Friday, March 29, 2024

Hawkins wants County Clerk to oversee primary election, not ESL Board of Elections

An advocate for disbanding the East St. Louis Board of Elections wants a judge to keep the Board from administering the March 20 primary election.

Matt Hawkins, president of the East St. Louis Alliance for Change, says there's good reason for concern: Primary voters in East St. Louis are going to decide whether the Board of Elections should be dissolved.

Hawkins filed papers with the St. Clair County Circuit Clerk's office on Wednesday seeking an injunction that would transfer election authority away from the Board and to the County Clerk.

Hawkins cites a "high potential for a conflict of interest" and a "general disregard for the Illinois Election Code" as reasons for enjoining the Board from overseeing the upcoming primary election.

In the petition, Hawkins says that the Board has self-interest in the ballot measure failing "so they might retain their jobs."

Last month, St. Clair County Circuit Judge Stephen McGlynn rejected opposition to the ballot referendum that would break up the East St. Louis Board of Elections. He ordered the referendum go to the voters.

In support of his motion for enjoining the Board from overseeing the primary election, Hawkins says, among other things, that the Board has failed to remove inactive and dead persons from the voter rolls.

As an example, he says former East St. Louis resident Veronica Fisher, who now resides in Virginia, remains registered.

"If the Board was following Section 6-58 of the Election Code, this voter would have been removed after having not voted for four years or two federal elections," the petition states. "Instead, she has recently received several new voter registration cards. Not once in the last four years, however, has she received a Notice of Suspension as required by the Illinois Election Code.

"Mrs. Fisher's address is the same as the Plaintiff's because she is his mother-in-law who once lived at his home."

Hawkins also claims that at least 26 deceased persons remain registered to vote.
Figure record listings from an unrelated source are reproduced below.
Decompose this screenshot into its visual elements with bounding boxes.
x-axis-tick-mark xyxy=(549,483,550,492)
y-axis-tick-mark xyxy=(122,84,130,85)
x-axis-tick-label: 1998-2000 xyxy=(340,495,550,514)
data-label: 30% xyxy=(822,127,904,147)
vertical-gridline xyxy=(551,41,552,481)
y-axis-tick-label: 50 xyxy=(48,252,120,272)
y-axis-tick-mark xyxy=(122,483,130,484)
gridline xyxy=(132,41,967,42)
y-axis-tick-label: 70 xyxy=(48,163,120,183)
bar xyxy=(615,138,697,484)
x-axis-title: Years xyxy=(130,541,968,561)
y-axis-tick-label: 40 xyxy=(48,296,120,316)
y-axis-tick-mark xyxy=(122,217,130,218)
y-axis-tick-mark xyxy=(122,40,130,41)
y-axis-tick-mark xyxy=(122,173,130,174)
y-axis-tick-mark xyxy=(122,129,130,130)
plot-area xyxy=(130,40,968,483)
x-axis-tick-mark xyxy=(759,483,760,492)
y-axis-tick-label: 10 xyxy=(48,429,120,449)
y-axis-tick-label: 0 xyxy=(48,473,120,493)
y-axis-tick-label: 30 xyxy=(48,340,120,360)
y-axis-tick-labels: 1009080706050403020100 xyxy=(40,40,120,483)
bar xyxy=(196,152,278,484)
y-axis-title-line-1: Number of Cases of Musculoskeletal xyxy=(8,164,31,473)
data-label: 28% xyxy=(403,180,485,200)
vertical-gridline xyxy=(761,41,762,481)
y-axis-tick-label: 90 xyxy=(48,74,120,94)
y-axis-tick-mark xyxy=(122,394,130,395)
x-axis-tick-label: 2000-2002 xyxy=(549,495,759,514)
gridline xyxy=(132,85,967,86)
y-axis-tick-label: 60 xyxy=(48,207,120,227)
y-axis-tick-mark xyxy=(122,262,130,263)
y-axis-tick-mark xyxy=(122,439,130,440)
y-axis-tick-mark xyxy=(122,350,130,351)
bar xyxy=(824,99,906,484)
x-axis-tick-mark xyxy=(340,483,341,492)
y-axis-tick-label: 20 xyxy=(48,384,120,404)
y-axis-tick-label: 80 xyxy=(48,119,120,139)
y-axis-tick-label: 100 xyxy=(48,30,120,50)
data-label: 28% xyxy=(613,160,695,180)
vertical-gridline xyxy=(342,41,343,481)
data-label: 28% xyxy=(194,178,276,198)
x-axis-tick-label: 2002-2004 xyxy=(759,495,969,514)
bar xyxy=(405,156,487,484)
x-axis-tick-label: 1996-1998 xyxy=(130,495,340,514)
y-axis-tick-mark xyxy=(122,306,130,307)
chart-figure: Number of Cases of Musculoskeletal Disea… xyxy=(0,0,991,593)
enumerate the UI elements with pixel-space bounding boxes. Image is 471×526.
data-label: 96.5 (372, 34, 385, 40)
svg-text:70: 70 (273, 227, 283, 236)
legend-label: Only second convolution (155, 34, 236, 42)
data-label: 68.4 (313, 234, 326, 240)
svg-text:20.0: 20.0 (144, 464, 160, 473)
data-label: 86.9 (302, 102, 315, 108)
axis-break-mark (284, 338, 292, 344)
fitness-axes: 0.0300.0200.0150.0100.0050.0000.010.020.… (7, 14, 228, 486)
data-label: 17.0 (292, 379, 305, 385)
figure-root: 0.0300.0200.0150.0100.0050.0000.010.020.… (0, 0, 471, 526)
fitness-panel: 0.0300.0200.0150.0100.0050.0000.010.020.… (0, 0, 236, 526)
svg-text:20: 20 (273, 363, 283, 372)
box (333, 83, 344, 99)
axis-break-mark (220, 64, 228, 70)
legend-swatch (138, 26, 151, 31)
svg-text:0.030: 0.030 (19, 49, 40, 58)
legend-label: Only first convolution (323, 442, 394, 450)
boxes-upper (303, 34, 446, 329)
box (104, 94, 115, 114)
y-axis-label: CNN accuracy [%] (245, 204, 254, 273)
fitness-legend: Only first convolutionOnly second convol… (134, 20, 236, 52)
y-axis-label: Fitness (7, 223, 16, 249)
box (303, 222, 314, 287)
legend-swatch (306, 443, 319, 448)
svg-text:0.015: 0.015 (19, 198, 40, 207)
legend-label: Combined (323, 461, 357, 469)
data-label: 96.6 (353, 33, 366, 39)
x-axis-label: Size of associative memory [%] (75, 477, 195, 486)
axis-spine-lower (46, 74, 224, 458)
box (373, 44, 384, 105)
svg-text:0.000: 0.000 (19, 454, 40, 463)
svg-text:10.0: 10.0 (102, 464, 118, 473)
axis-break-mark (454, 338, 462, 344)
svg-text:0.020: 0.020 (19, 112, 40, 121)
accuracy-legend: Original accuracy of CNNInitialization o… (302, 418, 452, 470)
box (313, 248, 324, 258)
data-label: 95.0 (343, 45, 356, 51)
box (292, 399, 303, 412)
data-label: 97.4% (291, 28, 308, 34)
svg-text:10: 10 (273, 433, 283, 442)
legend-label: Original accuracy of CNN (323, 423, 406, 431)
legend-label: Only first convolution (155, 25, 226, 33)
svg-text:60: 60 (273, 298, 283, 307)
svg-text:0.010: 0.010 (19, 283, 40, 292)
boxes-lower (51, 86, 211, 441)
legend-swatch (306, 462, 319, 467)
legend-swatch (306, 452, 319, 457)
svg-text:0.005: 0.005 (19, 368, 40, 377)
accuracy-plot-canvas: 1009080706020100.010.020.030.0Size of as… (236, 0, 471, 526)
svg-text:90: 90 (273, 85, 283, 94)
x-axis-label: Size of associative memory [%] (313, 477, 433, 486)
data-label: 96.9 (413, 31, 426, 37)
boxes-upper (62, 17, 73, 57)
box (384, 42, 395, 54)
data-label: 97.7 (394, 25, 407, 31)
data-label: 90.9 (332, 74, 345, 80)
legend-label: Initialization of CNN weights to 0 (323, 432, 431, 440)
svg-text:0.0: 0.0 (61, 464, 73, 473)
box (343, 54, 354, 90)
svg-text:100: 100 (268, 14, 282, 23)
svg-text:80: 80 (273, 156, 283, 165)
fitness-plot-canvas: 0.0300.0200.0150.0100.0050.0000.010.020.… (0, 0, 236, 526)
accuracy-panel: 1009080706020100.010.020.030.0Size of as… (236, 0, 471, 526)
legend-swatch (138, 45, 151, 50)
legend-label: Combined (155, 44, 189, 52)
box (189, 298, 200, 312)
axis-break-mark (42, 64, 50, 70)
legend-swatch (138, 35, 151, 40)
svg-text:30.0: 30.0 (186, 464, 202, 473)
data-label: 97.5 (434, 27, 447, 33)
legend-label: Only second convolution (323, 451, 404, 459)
He claims that over-registration in the city is problematic.

"With 19,520 registered voters as of January 13, 2012 and only 19,000 persons over the age of 18, according to the United States Census Bureau's 2010 report, it seems that we have now a major case of over-registration, which is fertile ground for vote fraud," the petition states.

Hawkins argues that if voter registration in East St. Louis was consistent with the national average, 63%, then East St. Louis should have an average registration of only 12,000.

"Plaintiff contends that there are as many as 10,000 illegal registrations that would be purged if the Board was in compliance with the Illinois Election Code."